Orleans Collection - Gonzagas and Charles I

Gonzagas and Charles I

Another famous collection whose history was entwined with the Orleans Collection was that assembled by the Gonzagas of Mantua, especially Francesco II (1466–1519) and his son Federico II (1500–1540). Their court artists included Mantegna and Giulio Romano, and they commissioned work directly from Titian, Raphael, Correggio and other artists, some of which were given as gifts to Charles V, Holy Roman Emperor, to whom Mantua was effectively a client state. The most important of these gifts were the mythological works by Correggio, later to be mutilated in Paris. By the early 17th century the dynasty was in terminal decline, and the bulk of their portable art collection was bought by the keen collector Charles I of England in 1625-27. Charles's other notable purchases included the Raphael Cartoons and volumes of drawings by Leonardo da Vinci, and his own most notable commissions were from Rubens and van Dyck. By the time his collection of paintings was seized and sold after his execution in 1649 by the English Commonwealth it was one of the finest outside Italy. Meanwhile, three years after the sale to Charles, Mantua was sacked by Imperial troops, who added much of what was left there to the Imperial collection in Prague, where they rejoined the diplomatic gifts of a century earlier.

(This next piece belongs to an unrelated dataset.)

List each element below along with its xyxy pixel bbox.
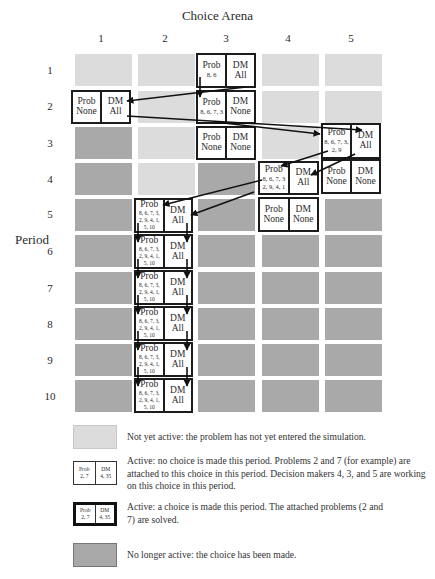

Some Mantuan paintings therefore passed from Prague via Christina to the Orleans Collection, while more were bought by French collectors in the London "Sale of the Late King's Goods" in 1650, and later found their way to the Palais-Royal. For example, an Infancy of Jupiter by Giulio Romano, bought from Mantua, left Charles' collection for France, passed to the Orleans Collection and the London sales, and after a spell back in France returned to England and was later bought by the National Gallery in 1859. Other paintings in the same series were recovered for the Royal Collection in 1660; Charles II was able to exert pressure on most English buyers of his father's collection, but those gone abroad were beyond his reach. One important Rubens of Charles', the Landscape with St George and the Dragon (of 1630 - St George has Charles's features, the rescued princess those of his Queen), which passed via the Ducs de Richelieu to the Palais-Royal and London, had always been recognised for what it was, and was bought back for the Royal Collection by George IV in 1814.

Another picture commissioned by Charles, the Finding of Moses by Gentileschi, painted for the Queen's House, Greenwich, was returned to Charles' widow Henrietta Maria in France in 1660. By the time it entered the Orleans Collection a half-century later, it was regarded as by Velázquez. It then was one of the Castle Howard paintings, and was only correctly identified after the existence of Gentileschi's second version in the Prado became known in England. After a sale in 1995 it is now on loan to the National Gallery from the current owner. Phillippe's father's first wife, Henrietta Anne Stuart, was Charles I's daughter, and her small but select collection had been mostly given to her by her brother Charles II from the reclaimed royal collection on her marriage in 1661. On her death forty years later this was left to Phillippe.